Technology | How It Works |
Mechanical key lock | Traditional key-operated deadbolt or mortise lock. Zero electronics. No audit trail. Suitable for Zone 0 only in most facilities. |
Combination / keypad | PIN entry on a keypad. No physical credential to lose. Suitable for low-to-moderate security zones. Shared PINs reduce accountability. |
Card / fob reader | RFID or proximity card presented to reader. Individual credentials. Access log available. Industry standard for Zone 1–2. |
Mobile credential | Smartphone NFC/Bluetooth used as access credential. No physical card. Convenient for facilities with BYOD environments. |
Biometric — fingerprint | Fingerprint scan. Strong individual verification. Used for Zone 2–3. Requires enrolment process and backup credential. |
Biometric — facial recognition | Camera-based facial ID. Contactless. Increasingly used in banking, data centres, and high-traffic restricted zones. |
Multi-factor (MFA) | Two or more methods combined — e.g. card + PIN, or biometric + card. Mandatory for Zone 3 / high-security. Strongest protection. |
Intercom + remote release | Audio/video intercom at door; remote electric strike release from guard post or reception. Common in gated facilities. |
Networked vs Standalone Access Control
Standalone controllers operate independently — each door manages its own credential list and settings. Cost-effective for small facilities with few doors, but requires manual credential management at each device.

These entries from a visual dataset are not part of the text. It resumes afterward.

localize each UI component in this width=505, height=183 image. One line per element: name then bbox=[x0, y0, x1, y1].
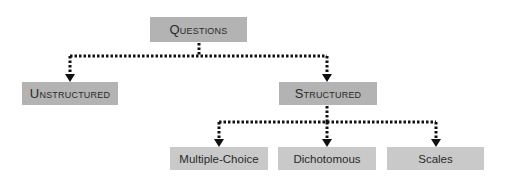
node-questions: Questions bbox=[150, 17, 247, 42]
node-structured-label: Structured bbox=[295, 86, 362, 101]
node-multiple-choice-label: Multiple-Choice bbox=[179, 153, 258, 165]
diagram-canvas: Questions Unstructured Structured Multip… bbox=[0, 0, 505, 183]
node-structured: Structured bbox=[279, 82, 377, 105]
arrowhead-unstructured bbox=[65, 74, 75, 82]
node-dichotomous: Dichotomous bbox=[278, 147, 376, 170]
node-multiple-choice: Multiple-Choice bbox=[170, 147, 268, 170]
node-questions-label: Questions bbox=[170, 22, 228, 37]
arrowhead-dichotomous bbox=[322, 139, 332, 147]
node-scales-label: Scales bbox=[418, 153, 453, 165]
arrowhead-multiple-choice bbox=[214, 139, 224, 147]
node-unstructured: Unstructured bbox=[22, 82, 118, 105]
node-scales: Scales bbox=[387, 147, 484, 170]
node-unstructured-label: Unstructured bbox=[30, 86, 110, 101]
arrowhead-scales bbox=[431, 139, 441, 147]
arrowhead-structured bbox=[322, 74, 332, 82]
node-dichotomous-label: Dichotomous bbox=[293, 153, 360, 165]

Networked systems connect all controllers to a central software platform. This enables real-time monitoring, remote access management, audit trail reporting, and credential revocation across all doors simultaneously — essential for any facility with 10+ controlled doors or multiple floors.
Integration Planning Tip If you plan to expand your facility or add doors in the future, spec a networked system from the start. Migrating a standalone system later requires replacing hardware, re-cabling, and re-enrolling all users — a significant cost. Khambatis can door-prep for both standalone and networked configurations. |
5. Electric Strikes, Magnetic Locks, and Fail Mode — What You Must Know
The locking device is the electromechanical heart of any access-controlled door. Getting this choice wrong creates either a security gap or a life-safety hazard.
Electric Strikes
An electric strike replaces the static strike plate in the door frame. When energised (or de-energised, depending on fail mode), the strike releases to allow the door to open. The door retains its standard mechanical lock hardware, making this the least visually intrusive option.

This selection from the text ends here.